Ethnicity and Representation 359
Figure 24.2 Herakles beating Bousiris with an Egyptian priest from an Attic black-figure
amphora of ca. 530 attributed to the Swing Painter. Cincinnati, Cincinnati Art Museum 1959.1.
Courtesy of Bridgeman Art Library International.
Bousiris was represented in opposition to Hellenic norms of dress, physiognomy, and
behavior in the Archaic period challenges the normal aristocratic tendency to emphasize
shared traits.
The myth’s representation underwent changes in the early classical era, in which the
Egyptian pharaoh evolved into a generalized tyrant (Miller in Cohen 2000: 429). Shortly
before the middle of the fifth century, the Bousiris myth underwent more fascinating
iconographic changes (it also became unpopular in Athens; of the approximately 23 vases
showing the myth, only three post-date 460). In Figure 24.3 (Miller in Cohen 2000,
Figures 16.8–9=LIMC“Bousiris” no. 2), the story is shown at an earlier moment, when
Herakles, still bound, is brought by priests (now in thehimation) before an enthroned
Bousiris (cf. the Attic pelike of ca. 460LIMC“Bousiris” no. 1). Strikingly, Bousiris’s
throne sits on a dais, he holds a scepter, and he is dressed in a spotted garment over
patterned trousers with soft, laced shoes. The “pharaoh” Bousiris is now represented as
the Persian king (LIMC“Bousiris” illustrates four equally “Oriental” examples, all ca.
400 or later, nos. 3–4, 5–6 from Apulia and Lucania, respectively). What remains of the
characters’ Egyptian appearance is only physiognomic.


GOAL OF THE EXERCISE
For each line of the listing that includes the word "swatch", show the whole line.

INFORMATION
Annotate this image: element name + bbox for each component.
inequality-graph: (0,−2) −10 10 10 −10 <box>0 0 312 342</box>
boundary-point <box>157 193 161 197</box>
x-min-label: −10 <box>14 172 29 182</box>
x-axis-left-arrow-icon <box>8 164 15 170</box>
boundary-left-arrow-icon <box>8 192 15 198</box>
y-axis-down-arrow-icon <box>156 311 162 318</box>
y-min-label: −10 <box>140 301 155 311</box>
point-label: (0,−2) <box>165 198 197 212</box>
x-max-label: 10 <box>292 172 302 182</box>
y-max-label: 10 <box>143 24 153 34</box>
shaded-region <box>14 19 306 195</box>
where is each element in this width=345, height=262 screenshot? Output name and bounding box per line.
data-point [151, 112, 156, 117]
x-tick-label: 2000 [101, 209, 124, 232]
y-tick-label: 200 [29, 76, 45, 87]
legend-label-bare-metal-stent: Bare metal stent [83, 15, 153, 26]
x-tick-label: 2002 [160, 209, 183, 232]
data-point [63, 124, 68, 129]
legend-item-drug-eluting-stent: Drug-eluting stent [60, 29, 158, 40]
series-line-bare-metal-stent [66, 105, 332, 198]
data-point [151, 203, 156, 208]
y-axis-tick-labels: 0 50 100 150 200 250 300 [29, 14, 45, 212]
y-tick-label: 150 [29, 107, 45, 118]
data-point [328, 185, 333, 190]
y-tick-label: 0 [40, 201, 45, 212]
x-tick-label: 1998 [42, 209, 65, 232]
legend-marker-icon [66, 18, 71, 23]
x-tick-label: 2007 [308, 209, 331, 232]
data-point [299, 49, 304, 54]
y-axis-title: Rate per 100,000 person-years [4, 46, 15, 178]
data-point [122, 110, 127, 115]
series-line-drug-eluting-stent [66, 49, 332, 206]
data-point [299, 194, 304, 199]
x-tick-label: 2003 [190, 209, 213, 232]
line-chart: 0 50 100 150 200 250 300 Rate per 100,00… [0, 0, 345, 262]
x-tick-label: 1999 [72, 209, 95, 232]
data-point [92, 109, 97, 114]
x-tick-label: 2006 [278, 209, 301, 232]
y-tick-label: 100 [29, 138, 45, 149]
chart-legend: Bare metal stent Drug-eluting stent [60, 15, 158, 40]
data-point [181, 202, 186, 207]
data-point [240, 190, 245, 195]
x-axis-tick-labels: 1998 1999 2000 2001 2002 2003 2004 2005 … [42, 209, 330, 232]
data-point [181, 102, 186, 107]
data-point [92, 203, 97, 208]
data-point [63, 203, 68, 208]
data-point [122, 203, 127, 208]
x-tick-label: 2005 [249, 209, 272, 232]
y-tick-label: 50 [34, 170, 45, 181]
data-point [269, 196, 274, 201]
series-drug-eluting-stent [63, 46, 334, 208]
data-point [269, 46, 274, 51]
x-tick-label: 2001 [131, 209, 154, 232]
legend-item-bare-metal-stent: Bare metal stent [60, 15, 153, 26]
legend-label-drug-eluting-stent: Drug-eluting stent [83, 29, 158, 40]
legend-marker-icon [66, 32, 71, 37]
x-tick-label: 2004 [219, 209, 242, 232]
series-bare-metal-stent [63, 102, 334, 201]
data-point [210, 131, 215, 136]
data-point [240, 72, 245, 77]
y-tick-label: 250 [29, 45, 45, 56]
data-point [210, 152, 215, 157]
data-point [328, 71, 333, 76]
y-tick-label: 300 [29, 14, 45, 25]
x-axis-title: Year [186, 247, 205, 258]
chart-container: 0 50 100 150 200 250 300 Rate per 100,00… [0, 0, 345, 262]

--

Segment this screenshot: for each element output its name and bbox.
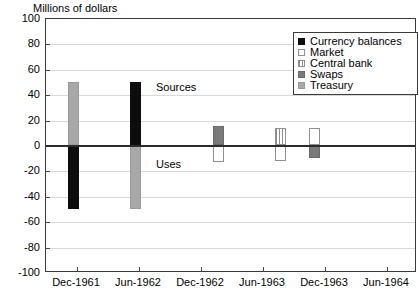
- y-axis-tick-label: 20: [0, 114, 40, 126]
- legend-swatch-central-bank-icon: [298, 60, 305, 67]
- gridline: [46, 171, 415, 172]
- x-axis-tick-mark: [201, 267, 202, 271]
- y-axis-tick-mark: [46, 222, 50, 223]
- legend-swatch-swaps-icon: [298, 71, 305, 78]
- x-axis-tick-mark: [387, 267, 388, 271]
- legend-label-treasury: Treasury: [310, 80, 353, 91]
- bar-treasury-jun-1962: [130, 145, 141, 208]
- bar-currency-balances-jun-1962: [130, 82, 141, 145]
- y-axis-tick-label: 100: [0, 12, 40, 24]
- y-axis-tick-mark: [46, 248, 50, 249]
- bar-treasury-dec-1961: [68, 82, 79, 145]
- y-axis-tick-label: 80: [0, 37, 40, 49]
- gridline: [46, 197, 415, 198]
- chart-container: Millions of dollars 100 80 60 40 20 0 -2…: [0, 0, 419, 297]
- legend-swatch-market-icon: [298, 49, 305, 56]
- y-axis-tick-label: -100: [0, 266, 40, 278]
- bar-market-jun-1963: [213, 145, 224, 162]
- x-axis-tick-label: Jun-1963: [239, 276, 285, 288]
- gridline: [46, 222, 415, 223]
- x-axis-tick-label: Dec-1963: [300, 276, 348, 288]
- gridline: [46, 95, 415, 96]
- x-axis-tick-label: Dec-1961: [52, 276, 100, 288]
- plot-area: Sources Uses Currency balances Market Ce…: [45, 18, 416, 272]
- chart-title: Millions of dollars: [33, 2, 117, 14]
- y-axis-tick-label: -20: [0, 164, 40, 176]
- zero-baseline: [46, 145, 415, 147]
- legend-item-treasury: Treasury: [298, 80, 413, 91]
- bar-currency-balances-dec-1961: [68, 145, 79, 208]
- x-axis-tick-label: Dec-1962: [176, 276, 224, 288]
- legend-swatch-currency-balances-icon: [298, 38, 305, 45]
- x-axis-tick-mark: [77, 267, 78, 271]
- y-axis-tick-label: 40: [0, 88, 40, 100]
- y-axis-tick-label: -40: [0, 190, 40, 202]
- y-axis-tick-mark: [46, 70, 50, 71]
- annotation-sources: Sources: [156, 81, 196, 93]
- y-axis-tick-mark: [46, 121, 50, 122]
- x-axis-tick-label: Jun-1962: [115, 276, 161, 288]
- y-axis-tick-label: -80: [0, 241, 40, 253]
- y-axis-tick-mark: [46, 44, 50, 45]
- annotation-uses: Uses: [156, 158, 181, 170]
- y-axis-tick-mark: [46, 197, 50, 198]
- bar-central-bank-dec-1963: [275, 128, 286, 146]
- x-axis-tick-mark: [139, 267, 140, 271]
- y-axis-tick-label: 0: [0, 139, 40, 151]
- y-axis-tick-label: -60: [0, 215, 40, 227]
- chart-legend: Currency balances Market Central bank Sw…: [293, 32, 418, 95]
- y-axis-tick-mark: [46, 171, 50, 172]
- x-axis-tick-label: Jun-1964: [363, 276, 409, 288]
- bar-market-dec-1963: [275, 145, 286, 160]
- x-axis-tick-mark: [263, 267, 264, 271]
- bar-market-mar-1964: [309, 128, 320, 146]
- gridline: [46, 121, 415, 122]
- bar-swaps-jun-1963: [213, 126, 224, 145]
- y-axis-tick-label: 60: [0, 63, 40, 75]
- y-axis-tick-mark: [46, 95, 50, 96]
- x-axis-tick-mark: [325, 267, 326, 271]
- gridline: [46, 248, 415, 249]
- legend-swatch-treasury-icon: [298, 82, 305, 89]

SOLUTION TO THE EXERCISE
- legend-swatch-central-bank-icon: [298, 60, 305, 67]
- legend-swatch-swaps-icon: [298, 71, 305, 78]
- legend-swatch-market-icon: [298, 49, 305, 56]
- legend-swatch-currency-balances-icon: [298, 38, 305, 45]
- legend-swatch-treasury-icon: [298, 82, 305, 89]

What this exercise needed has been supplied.